AliveCor hit a major turning point for its smartphone-based ECG technology with FDA clearance for a new algorithm that helps patients diagnose their own heart rhythms.
The new test uses AliveCor’s existing heart monitor to capture real-time heart rhythm readings via a mobile electrocardiogram system that snaps onto the back of the phone like a case. The new algorithm analyzes readings on the spot and tells patients if the system detects signs of atrial fibrillation.
Patients can take the readings to their doctors for confirmation or use AliveCor’s in-app ‘over-read’ service to request further review of their data. The new service will hit the market in September, according to a company announcement.
The latest FDA milestone is an important part of of AliveCor’s larger vision to turn data into insight by gathering more lifestyle and environmental information from patients as they take their heart rhythm readings.
"What nobody has been able to do up until now is to analyze whether the nature of the atrial fibrillation or the frequency of the atrial fibrillation can be related to certain circumstances, or does it represent a natural progression of this particular illness?" AliveCor CEO Euan Thomson told MassDevice.com in an in-depth interview earlier this year. "Do the characteristics of the atrial fibrillation and that change over time correspond to certain changes in the patient that should be monitored or should impact the type of treatment that they get? As we continue to develop this stream of data, what we will be able to do is to investigate and experiment with that type of concept – can we predict atrial fibrillation? Can we even, for example, in a patient whose ECG or a person or a consumer whose ECG is apparently normal, if we monitor that over a period of time can we spot characteristics that nobody has been able to see before and predict that atrial fibrillation is imminent and be more proactive in the ways in which they are treated and merged? Those are the long-term gains for a company of this sort, developing new insights from very large quantities of data."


**Work item:** Repeat all of the entries, please, keeping each line exact.

**Supplied data:**

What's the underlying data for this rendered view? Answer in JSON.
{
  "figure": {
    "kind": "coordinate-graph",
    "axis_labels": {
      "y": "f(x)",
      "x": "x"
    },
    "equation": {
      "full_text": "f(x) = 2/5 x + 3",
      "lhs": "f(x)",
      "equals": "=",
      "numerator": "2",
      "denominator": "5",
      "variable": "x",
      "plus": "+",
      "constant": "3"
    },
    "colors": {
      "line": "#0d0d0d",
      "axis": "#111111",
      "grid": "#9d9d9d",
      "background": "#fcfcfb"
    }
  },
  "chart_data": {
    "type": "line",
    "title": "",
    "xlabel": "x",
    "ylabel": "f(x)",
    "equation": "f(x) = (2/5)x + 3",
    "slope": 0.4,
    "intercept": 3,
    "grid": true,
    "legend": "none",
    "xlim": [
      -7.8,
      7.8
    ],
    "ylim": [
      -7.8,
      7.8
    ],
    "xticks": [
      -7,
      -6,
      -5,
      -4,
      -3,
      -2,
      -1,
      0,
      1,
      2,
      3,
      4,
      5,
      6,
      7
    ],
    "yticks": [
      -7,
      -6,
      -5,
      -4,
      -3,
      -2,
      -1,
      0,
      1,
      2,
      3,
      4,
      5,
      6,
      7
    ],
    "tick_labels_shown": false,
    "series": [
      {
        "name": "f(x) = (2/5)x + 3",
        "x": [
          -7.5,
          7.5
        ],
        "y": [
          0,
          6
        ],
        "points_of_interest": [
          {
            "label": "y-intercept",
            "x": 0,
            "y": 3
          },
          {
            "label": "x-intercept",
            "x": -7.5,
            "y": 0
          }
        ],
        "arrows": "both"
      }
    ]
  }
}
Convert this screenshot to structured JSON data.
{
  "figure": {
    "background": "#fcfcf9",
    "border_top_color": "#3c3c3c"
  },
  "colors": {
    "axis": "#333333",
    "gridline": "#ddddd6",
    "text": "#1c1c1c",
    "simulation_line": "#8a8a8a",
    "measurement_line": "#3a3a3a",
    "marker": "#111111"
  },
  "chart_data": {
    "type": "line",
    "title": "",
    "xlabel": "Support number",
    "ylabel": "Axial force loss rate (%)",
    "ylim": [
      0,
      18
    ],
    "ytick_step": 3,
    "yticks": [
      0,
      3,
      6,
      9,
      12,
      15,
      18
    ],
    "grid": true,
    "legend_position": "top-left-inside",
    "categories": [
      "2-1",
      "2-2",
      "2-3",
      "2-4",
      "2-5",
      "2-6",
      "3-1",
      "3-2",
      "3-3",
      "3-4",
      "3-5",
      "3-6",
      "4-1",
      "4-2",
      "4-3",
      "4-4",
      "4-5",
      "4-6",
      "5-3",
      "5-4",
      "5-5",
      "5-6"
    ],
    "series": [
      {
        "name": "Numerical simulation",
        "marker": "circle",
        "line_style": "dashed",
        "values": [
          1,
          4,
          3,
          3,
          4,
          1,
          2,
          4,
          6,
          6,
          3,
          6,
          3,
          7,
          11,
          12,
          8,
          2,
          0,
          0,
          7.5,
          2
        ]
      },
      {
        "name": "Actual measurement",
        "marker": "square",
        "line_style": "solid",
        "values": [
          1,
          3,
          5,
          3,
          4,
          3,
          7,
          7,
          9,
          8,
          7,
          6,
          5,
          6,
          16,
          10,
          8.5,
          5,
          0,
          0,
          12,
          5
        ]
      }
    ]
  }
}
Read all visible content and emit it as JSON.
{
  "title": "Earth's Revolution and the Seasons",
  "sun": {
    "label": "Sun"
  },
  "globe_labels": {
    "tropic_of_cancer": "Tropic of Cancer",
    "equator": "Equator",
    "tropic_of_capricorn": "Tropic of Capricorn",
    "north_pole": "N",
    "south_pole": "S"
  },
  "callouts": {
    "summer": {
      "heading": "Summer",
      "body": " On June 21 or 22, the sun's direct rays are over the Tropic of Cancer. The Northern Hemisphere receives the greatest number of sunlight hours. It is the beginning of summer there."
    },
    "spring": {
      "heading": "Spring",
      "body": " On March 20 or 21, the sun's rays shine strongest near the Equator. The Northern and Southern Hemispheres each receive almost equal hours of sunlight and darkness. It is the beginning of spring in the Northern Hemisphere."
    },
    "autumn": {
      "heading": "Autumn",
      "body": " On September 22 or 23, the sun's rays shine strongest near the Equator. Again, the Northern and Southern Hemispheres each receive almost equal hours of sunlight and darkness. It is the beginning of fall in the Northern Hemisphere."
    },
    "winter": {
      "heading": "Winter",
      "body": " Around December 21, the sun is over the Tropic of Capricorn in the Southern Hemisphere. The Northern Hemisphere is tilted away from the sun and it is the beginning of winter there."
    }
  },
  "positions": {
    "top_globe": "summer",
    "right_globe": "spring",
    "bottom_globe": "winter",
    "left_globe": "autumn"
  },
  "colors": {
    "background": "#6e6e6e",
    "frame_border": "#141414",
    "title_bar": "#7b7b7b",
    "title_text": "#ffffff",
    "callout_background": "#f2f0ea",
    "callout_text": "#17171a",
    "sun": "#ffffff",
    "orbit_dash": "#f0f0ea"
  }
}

**Reply:**
What's the underlying data for this rendered view? Answer in JSON.
{
  "figure": {
    "kind": "coordinate-graph",
    "axis_labels": {
      "y": "f(x)",
      "x": "x"
    },
    "equation": {
      "full_text": "f(x) = 2/5 x + 3",
      "lhs": "f(x)",
      "equals": "=",
      "numerator": "2",
      "denominator": "5",
      "variable": "x",
      "plus": "+",
      "constant": "3"
    },
    "colors": {
      "line": "#0d0d0d",
      "axis": "#111111",
      "grid": "#9d9d9d",
      "background": "#fcfcfb"
    }
  },
  "chart_data": {
    "type": "line",
    "title": "",
    "xlabel": "x",
    "ylabel": "f(x)",
    "equation": "f(x) = (2/5)x + 3",
    "slope": 0.4,
    "intercept": 3,
    "grid": true,
    "legend": "none",
    "xlim": [
      -7.8,
      7.8
    ],
    "ylim": [
      -7.8,
      7.8
    ],
    "xticks": [
      -7,
      -6,
      -5,
      -4,
      -3,
      -2,
      -1,
      0,
      1,
      2,
      3,
      4,
      5,
      6,
      7
    ],
    "yticks": [
      -7,
      -6,
      -5,
      -4,
      -3,
      -2,
      -1,
      0,
      1,
      2,
      3,
      4,
      5,
      6,
      7
    ],
    "tick_labels_shown": false,
    "series": [
      {
        "name": "f(x) = (2/5)x + 3",
        "x": [
          -7.5,
          7.5
        ],
        "y": [
          0,
          6
        ],
        "points_of_interest": [
          {
            "label": "y-intercept",
            "x": 0,
            "y": 3
          },
          {
            "label": "x-intercept",
            "x": -7.5,
            "y": 0
          }
        ],
        "arrows": "both"
      }
    ]
  }
}
Convert this screenshot to structured JSON data.
{
  "figure": {
    "background": "#fcfcf9",
    "border_top_color": "#3c3c3c"
  },
  "colors": {
    "axis": "#333333",
    "gridline": "#ddddd6",
    "text": "#1c1c1c",
    "simulation_line": "#8a8a8a",
    "measurement_line": "#3a3a3a",
    "marker": "#111111"
  },
  "chart_data": {
    "type": "line",
    "title": "",
    "xlabel": "Support number",
    "ylabel": "Axial force loss rate (%)",
    "ylim": [
      0,
      18
    ],
    "ytick_step": 3,
    "yticks": [
      0,
      3,
      6,
      9,
      12,
      15,
      18
    ],
    "grid": true,
    "legend_position": "top-left-inside",
    "categories": [
      "2-1",
      "2-2",
      "2-3",
      "2-4",
      "2-5",
      "2-6",
      "3-1",
      "3-2",
      "3-3",
      "3-4",
      "3-5",
      "3-6",
      "4-1",
      "4-2",
      "4-3",
      "4-4",
      "4-5",
      "4-6",
      "5-3",
      "5-4",
      "5-5",
      "5-6"
    ],
    "series": [
      {
        "name": "Numerical simulation",
        "marker": "circle",
        "line_style": "dashed",
        "values": [
          1,
          4,
          3,
          3,
          4,
          1,
          2,
          4,
          6,
          6,
          3,
          6,
          3,
          7,
          11,
          12,
          8,
          2,
          0,
          0,
          7.5,
          2
        ]
      },
      {
        "name": "Actual measurement",
        "marker": "square",
        "line_style": "solid",
        "values": [
          1,
          3,
          5,
          3,
          4,
          3,
          7,
          7,
          9,
          8,
          7,
          6,
          5,
          6,
          16,
          10,
          8.5,
          5,
          0,
          0,
          12,
          5
        ]
      }
    ]
  }
}
Read all visible content and emit it as JSON.
{
  "title": "Earth's Revolution and the Seasons",
  "sun": {
    "label": "Sun"
  },
  "globe_labels": {
    "tropic_of_cancer": "Tropic of Cancer",
    "equator": "Equator",
    "tropic_of_capricorn": "Tropic of Capricorn",
    "north_pole": "N",
    "south_pole": "S"
  },
  "callouts": {
    "summer": {
      "heading": "Summer",
      "body": " On June 21 or 22, the sun's direct rays are over the Tropic of Cancer. The Northern Hemisphere receives the greatest number of sunlight hours. It is the beginning of summer there."
    },
    "spring": {
      "heading": "Spring",
      "body": " On March 20 or 21, the sun's rays shine strongest near the Equator. The Northern and Southern Hemispheres each receive almost equal hours of sunlight and darkness. It is the beginning of spring in the Northern Hemisphere."
    },
    "autumn": {
      "heading": "Autumn",
      "body": " On September 22 or 23, the sun's rays shine strongest near the Equator. Again, the Northern and Southern Hemispheres each receive almost equal hours of sunlight and darkness. It is the beginning of fall in the Northern Hemisphere."
    },
    "winter": {
      "heading": "Winter",
      "body": " Around December 21, the sun is over the Tropic of Capricorn in the Southern Hemisphere. The Northern Hemisphere is tilted away from the sun and it is the beginning of winter there."
    }
  },
  "positions": {
    "top_globe": "summer",
    "right_globe": "spring",
    "bottom_globe": "winter",
    "left_globe": "autumn"
  },
  "colors": {
    "background": "#6e6e6e",
    "frame_border": "#141414",
    "title_bar": "#7b7b7b",
    "title_text": "#ffffff",
    "callout_background": "#f2f0ea",
    "callout_text": "#17171a",
    "sun": "#ffffff",
    "orbit_dash": "#f0f0ea"
  }
}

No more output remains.